There's a really great piece in last week's New Yorker about the predictability of movie box offices by Malcolm Gladwell. The question at the center of this debate is one I find fascinating: Are there a quantifiable set of factors that make a movie a success for the vast majority of audiences?
Or is it as Scottish philosopher David Hume would have us believe...
"Beauty is no quality in things themselves, It exists merely in the mind which contemplates them; and each mind perceives a different beauty.”
According to Gladwell's profile the motley trio of Epagogix is on the side of Kames--not only can we quanitfy these things, but we should, and make box office numbers the literal bottom line of filmmaking.
While I'm equal parts fascinated and horrified by this approach (the fascination really stems from my lack of quant skills) what I'm really curious about is how much the little factors play into the success of a film. The example in the piece cites The Interpreter, Sydney Pollack's relatively unsuccessful film set in the U.N. According to Epagogix the choice to set it in a pseudo African country, the inability to capitalize on the romance of the U.N. as a location(what the frak? since when did bureaucrats equal romance?), and too much ambiguity made this film a failure.
So, is it really this logical? A good film is quantifiable? The article noted this approach is already used with relative success in music, but I wonder if this could or would ever extend to other artistic modes? I suppose music and film are the most overtly commercial, and thus lend themselves to this approach pretty easily but I still can't accept this notion. Ultimately I think it suggests that there is no ambiguity in art and that, as anyone who has ever been overwhelmed, perplexed, annoyed, shocked, etc. by a movie or a piece of music will tell you is just not true.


#### [YOUR ASSIGNMENT]
The line containing "bbox 'clothing'" opens the span to copy, and the last line of the records below closes it. Write out that span exactly.

#### [DATASET ENTRIES]
•••
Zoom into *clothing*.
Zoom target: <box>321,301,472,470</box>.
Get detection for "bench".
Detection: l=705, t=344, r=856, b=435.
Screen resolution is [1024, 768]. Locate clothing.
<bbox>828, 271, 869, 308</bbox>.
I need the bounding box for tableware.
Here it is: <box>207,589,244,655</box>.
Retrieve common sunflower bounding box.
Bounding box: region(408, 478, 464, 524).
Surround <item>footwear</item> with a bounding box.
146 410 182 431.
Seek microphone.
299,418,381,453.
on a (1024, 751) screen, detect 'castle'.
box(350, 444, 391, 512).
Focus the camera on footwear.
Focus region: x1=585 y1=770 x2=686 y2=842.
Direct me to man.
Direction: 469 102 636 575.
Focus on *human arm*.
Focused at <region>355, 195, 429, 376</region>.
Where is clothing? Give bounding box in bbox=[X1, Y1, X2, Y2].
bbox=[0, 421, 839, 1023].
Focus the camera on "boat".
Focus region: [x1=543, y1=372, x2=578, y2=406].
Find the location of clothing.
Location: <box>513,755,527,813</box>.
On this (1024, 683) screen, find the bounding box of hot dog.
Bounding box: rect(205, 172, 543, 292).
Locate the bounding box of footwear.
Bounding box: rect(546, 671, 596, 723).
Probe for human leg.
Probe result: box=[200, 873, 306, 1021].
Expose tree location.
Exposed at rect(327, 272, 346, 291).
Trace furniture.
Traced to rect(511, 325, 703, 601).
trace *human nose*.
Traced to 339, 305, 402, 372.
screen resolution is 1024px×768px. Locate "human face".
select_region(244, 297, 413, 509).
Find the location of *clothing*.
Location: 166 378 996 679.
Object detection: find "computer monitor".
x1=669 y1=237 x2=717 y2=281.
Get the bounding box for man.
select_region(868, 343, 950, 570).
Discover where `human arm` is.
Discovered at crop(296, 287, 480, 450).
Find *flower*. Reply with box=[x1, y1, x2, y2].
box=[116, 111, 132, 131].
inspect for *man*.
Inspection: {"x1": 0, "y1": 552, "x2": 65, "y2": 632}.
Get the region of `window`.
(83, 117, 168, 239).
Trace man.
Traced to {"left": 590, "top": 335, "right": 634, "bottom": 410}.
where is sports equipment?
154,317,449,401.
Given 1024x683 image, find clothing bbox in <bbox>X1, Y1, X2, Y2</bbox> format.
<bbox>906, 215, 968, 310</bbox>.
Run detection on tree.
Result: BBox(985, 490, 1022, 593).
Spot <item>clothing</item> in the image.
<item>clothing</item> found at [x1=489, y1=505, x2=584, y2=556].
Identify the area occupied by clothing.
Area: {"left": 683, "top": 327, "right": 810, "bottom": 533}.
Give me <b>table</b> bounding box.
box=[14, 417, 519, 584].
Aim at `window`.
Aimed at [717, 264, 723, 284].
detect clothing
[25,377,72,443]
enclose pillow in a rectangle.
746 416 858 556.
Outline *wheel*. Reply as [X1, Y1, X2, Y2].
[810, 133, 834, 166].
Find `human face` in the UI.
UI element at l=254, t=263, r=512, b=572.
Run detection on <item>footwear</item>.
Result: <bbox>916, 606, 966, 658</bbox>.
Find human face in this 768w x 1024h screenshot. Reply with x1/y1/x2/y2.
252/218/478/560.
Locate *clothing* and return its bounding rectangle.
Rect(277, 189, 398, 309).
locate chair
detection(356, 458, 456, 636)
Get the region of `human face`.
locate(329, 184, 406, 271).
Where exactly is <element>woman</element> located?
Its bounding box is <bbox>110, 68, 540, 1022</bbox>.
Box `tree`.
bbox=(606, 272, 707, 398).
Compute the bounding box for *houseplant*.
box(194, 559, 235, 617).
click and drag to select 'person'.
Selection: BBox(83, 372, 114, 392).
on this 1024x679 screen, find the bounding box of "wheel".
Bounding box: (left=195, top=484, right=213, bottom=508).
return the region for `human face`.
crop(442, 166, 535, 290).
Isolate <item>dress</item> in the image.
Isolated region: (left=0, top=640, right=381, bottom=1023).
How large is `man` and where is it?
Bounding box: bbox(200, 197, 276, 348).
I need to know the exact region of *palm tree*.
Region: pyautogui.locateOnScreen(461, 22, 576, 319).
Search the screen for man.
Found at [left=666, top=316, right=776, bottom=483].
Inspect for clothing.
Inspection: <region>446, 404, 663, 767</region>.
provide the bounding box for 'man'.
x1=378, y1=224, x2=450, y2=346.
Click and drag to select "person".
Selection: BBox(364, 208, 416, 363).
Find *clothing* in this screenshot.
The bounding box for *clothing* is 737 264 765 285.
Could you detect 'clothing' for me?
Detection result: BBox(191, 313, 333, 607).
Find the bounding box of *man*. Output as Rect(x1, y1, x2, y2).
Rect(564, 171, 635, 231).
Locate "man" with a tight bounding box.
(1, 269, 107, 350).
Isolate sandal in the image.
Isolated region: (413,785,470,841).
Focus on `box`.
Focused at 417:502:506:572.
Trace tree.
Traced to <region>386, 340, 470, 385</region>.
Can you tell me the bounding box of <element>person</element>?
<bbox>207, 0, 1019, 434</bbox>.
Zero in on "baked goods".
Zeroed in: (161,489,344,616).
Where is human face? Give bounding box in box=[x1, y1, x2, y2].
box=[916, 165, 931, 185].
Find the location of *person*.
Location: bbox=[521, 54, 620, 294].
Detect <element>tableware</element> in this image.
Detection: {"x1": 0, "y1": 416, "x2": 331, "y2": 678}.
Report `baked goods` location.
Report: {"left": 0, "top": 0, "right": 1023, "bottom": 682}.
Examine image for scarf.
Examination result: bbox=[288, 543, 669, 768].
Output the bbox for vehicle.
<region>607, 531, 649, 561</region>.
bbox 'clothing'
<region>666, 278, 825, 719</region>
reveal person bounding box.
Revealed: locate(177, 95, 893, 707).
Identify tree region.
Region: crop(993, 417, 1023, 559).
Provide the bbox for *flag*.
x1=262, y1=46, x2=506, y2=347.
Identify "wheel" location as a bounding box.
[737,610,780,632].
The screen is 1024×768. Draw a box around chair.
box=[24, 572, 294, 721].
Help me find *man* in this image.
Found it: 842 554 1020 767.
•••
#### [EXPECTED ANSWER]
bbox 'clothing'
<region>666, 278, 825, 719</region>
reveal person bounding box.
Revealed: locate(177, 95, 893, 707).
Identify tree region.
Region: crop(993, 417, 1023, 559).
Provide the bbox for *flag*.
x1=262, y1=46, x2=506, y2=347.
Identify "wheel" location as a bounding box.
[737,610,780,632].
The screen is 1024×768. Draw a box around chair.
box=[24, 572, 294, 721].
Help me find *man* in this image.
Found it: 842 554 1020 767.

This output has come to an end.